Re: Getting Started Code

2012-04-21 Thread Benjamin Heitmann

On 20 Apr 2012, at 17:27, Etienne Dumoulin wrote:

 Like it is a bit difficult to start from scratch a first time,
 I copied/pasted the getting started code.
 
 I do not understand why there is 3 template classes when
 TextVertexInputFormat has 4
 (from the javadoc and eclipse).
 
 For example:
 public static class SimpleShortestPathsVertexInputFormat extends
 TextVertexInputFormatLongWritable, DoubleWritable, FloatWritable
 
 Is there something I miss?

Personally, I dont think that the code to which the getting started guide 
refers, 
is the best place to start *understanding* Giraph.
But its the best code to execute in order to see if your Hadoop setup actually 
works for Giraph. 

A better example for understanding Giraph IMHO is the 
ConnectedComponentsVertexTest class (in the test directory of the code). 
It shows that you need to implement a Vertex class, an TextInputFormat and a 
TextOutputFormat class in order to define your own job. 
Then you can use InternalVertexRunner.run() in order to test your code inside 
of Giraph, and figure out Hadoop later. 

I was puzzled about your 3 templates versus 4 error, but then I tried it out 
in Eclipse. If you are also using eclipse, then I know what you mean ;) 
If you mouse over e.g. SimpleShortesPathsVertex, then eclipse will display a 
tool-tip. However, thats just the top part of the javadoc with 3 template 
parameters, you need to scroll down, 
in order to see all 4 elements of the template signature. To do that, you can 
either press F2, to see the scroll bar or resize the window. 
Or you click on the class, and then you can read the source of the javadoc. 

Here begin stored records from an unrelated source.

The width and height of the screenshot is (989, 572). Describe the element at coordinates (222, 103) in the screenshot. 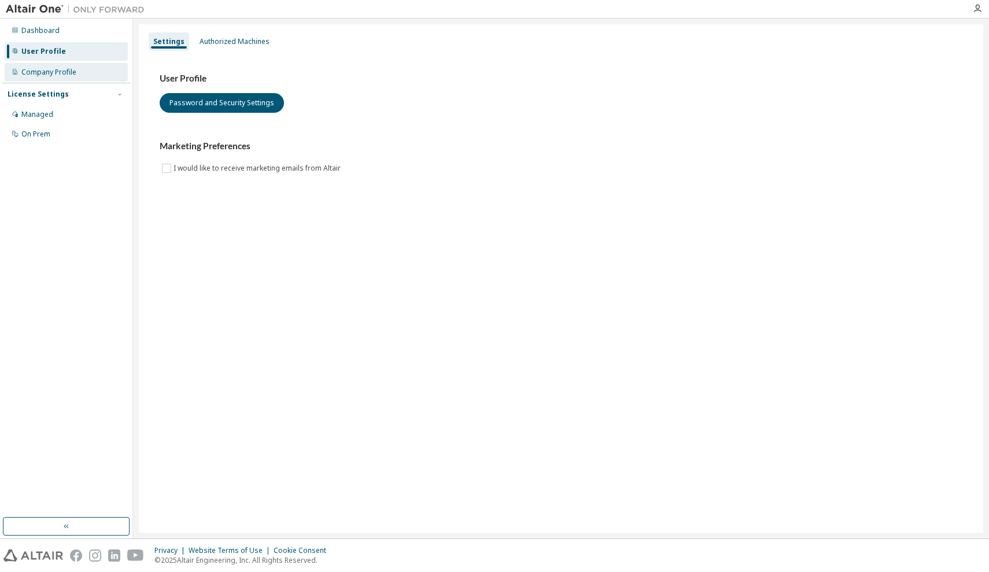

I see `button: Password and Security Settings` at that location.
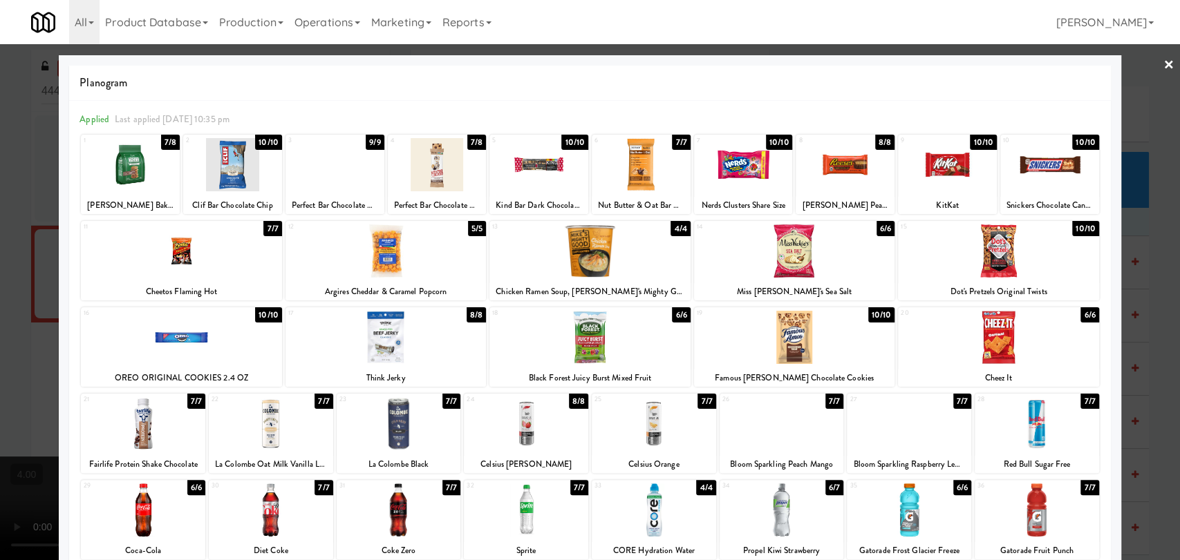 The width and height of the screenshot is (1180, 560). I want to click on div: 20, so click(949, 313).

However, keep in mind, that some specific classes which are used in the 
TextInputFormat and the TextOutputFormat have template signatures
which really only have 2 or 3 elements. 

As a second thing, I would look at the SimpleShortestPathVertexTest class 
(again in the test directory).

Then you can look at the PageRankeBenchmark class in giraph.benchmark. 


Let me/us know if you have more questions. 

Re: Slides for my talk at the Berlin Hadoop Get Together

2012-04-21 Thread Sebastian Schelter
I'm not sure what we'll do at the workshop, maybe Claudio could give a
presentation of his excellent prezi slides?

Best,
Sebastian


On 19.04.2012 22:07, Avery Ching wrote:
 Very nice!  Will these be similar to the 'Parallel Processing beyond
 MapReduce' workshop after Berlin Buzzwords?  It would be good to add at
 leaset one of them to the page.
 
 Avery
 
 On 4/19/12 12:31 PM, Sebastian Schelter wrote:
 Here are the slides of my talk Introducing Apache Giraph for Large
 Scale Graph Processing at the Berlin Hadoop Get Together yesterday:

 http://www.slideshare.net/sscdotopen/introducing-apache-giraph-for-large-scale-graph-processing


 I reused a lot of stuff from Claudio's excellent prezi presentation.

 Best,
 Sebastian
 



Re: Slides for my talk at the Berlin Hadoop Get Together

2012-04-21 Thread Sebastian Schelter
The benchmark is part of a paper which my colleagues have recently
submitted. Once it's published, I'll ask them to describe their
benchmark results on this list.




On 19.04.2012 22:20, Claudio Martella wrote:
 I like it, very clear.
 I think it would be nice to add the one with some comparison with
 Stratosphere, it would be a nice add-on. Do you have any update on the
 benchmark between Giraph and stratosphere you mentioned on twitter a
 while ago?
 
 Looking forward to meet you guys in Berlin.
 
 On Thu, Apr 19, 2012 at 10:07 PM, Avery Ching ach...@apache.org wrote:
 Very nice!  Will these be similar to the 'Parallel Processing beyond
 MapReduce' workshop after Berlin Buzzwords?  It would be good to add at
 leaset one of them to the page.

 Avery


 On 4/19/12 12:31 PM, Sebastian Schelter wrote:

 Here are the slides of my talk Introducing Apache Giraph for Large
 Scale Graph Processing at the Berlin Hadoop Get Together yesterday:


 http://www.slideshare.net/sscdotopen/introducing-apache-giraph-for-large-scale-graph-processing

 I reused a lot of stuff from Claudio's excellent prezi presentation.